Why A Gap Year?: “ Now it is time to reclaim my life.”

GapYearStories
Gap Year Stories
Published in
5 min readJul 31, 2017

By Joanna Woznicka

Ever since I can remember, education has been extremely important to me. I worked hard at school, I followed the rules and listened to the teachers. I did well, and so everyone around me started expecting nothing less than that. Eventually, I started expecting nothing less of myself than my absolute best, which meant being the top of the class. That’s how I became trapped in my fear of failure. I now realise that I stopped doing things I thought I would be bad at, forgetting that to be great at something you first have to begin doing it.

At the end of year 12, I got my As exam results and I was able to apply to the universities I wanted. I didn’t get into my top choice but got offers from the others and therefore, naturally, accepted the offers from my top two choices and carried on with my life. I was fine with this arrangement until a conversation with a friend led me to the realisation that the idea of a gap year was far more exciting to me than university. I could not defer my university offer, and so I made the decision to completely withdraw it. It was terrifying and amazing. I had no job and no place I needed to be in September. It felt like a weight had been lifted.

The idea of a gap year started to appeal to me as I began making a mental list of all the things I wanted to get done over my summer and realised it was just too long. It was a list of all the things I have wanted to do in the last few years but was either too young for or just hadn’t had time. I want to be active and creative and have control over what I’m doing — I don’t want to sit with more books on my lap, sleeping in the library and stressing about grades. I realised as I was making this list that I longed to be inventive and to use both my brain and my experiences to create things. I want to play piano more, and allow myself to draw badly, and make short videos which no one will watch, and start tap dance and let myself do whatever the hell I feel like doing. I want to let my brain fly free and see if there’s any creativity left in it that education hasn’t stamped out yet.

It’s a concept that school — through most subjects — tires out of you. We memorise facts. Sometimes we memorise other people’s opinions. Occasionally we are asked for our own opinions. Very rarely are we asked to use our brains to create something new, unique and different. I noticed that when such opportunities arose when we were children, we used to jump at the chance to make something inventive and spent hours on making a project look artistic. As my friends and I grew older, such tasks started to seem childish and pointless. School and teachers had succeeded: not only did the system think our unique minds were for nothing more than memorising information, but so did we. Anything other than this seemed useless. If it’s not on the specification, it’s useless.

Only recently did I realise this was the logic I had internalised but was simultaneously trying to combat. I longed to create, but I was too afraid of failing, because when you create, there is no simple right or wrong answer.

This year, I partook in a great producing program at a theatre, where I met some amazing people and was given opportunities to help curate events and chair discussions. This, along with other small things in life, made me realise something fundamental: that I could be good at things outside of school. Simple as that. It helped me redirect my self-value from my grades to my brain. Not the parts of the brain that are and aren’t ‘tested’ in timed conditions on a piece of paper, but the way in which my brain works in real-life situations. I realised that I can actually have a successful life without amazing grades. Of course, in theory, I knew that before, but it’s an easy thing to hear and say, but much harder to feel and believe. My worth and value as a person is not dictated by a bunch of letters, and it’s been a long journey for me in realising that, just as it is a different process for each individual.

In school, you always have a structure. You know what you’re going to be doing the next day, and week, and year. The moment you enter year 8, they start pressuring you about GCSEs! A student stops being a human being. They become a machine. The moment teachers forget that students should have lives outside of school, is the moment students are reduced to memorising, empty entities. For me, taking a gap year is learning to become a human being again. This involves trying new hobbies and not ever being afraid to fail at them. In the end, if you enjoy what you are doing, no one can take that pleasure away from you.

I grew up wanting to be an adult for two reasons; the first being so that people would take me more seriously and the second because I would be able to fill my time with whatever I want. That pleasure has been taken away from me for the past 13 years. Now it is time to reclaim my life.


> _Assignment_
Please report how many lines of the data include the word "horizontal", with the number as the entire reply.

*** Opening Given data ***

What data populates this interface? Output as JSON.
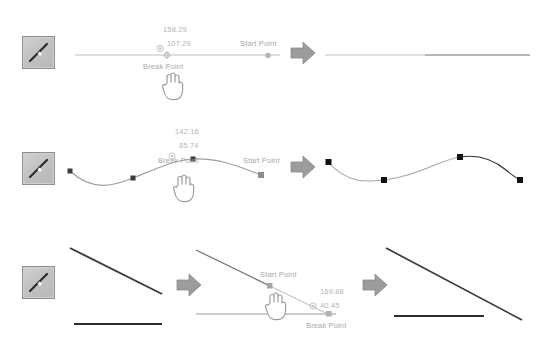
{
  "app": {
    "title": "Break Line Tool Demonstration",
    "background": "#ffffff"
  },
  "colors": {
    "line_light": "#bdbdbd",
    "line_dark": "#4a4a4a",
    "node_dark": "#111111",
    "label_text": "#a8a8a8",
    "arrow_fill": "#9c9c9c",
    "button_face": "#c6c6c6",
    "button_border": "#8e8e8e"
  },
  "labels": {
    "start_point": "Start Point",
    "break_point": "Break Point"
  },
  "icons": {
    "tool": "break-line-tool-icon",
    "arrow": "arrow-right-icon",
    "cursor": "hand-pointer-cursor-icon",
    "break_marker": "break-point-target-icon",
    "node_round": "round-node-icon",
    "node_square": "square-node-icon"
  },
  "rows": [
    {
      "id": "straight-line",
      "tool_label": "Break line tool",
      "before": {
        "start_point_label": "Start Point",
        "break_point_label": "Break Point",
        "measurements": [
          "158.29",
          "107.29"
        ]
      },
      "after": {
        "description": "single straight horizontal line"
      }
    },
    {
      "id": "spline-curve",
      "tool_label": "Break line tool",
      "before": {
        "start_point_label": "Start Point",
        "break_point_label": "Break Point",
        "measurements": [
          "142.16",
          "85.74"
        ]
      },
      "after": {
        "description": "s-curve with four square nodes"
      }
    },
    {
      "id": "diagonal-extend",
      "tool_label": "Break line tool",
      "before": {
        "description": "diagonal line above horizontal line"
      },
      "middle": {
        "start_point_label": "Start Point",
        "break_point_label": "Break Point",
        "measurements": [
          "169.88",
          "40.45"
        ]
      },
      "after": {
        "description": "extended diagonal line above horizontal line"
      }
    }
  ]
}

*** Closing Given data ***

> _Expected output_
3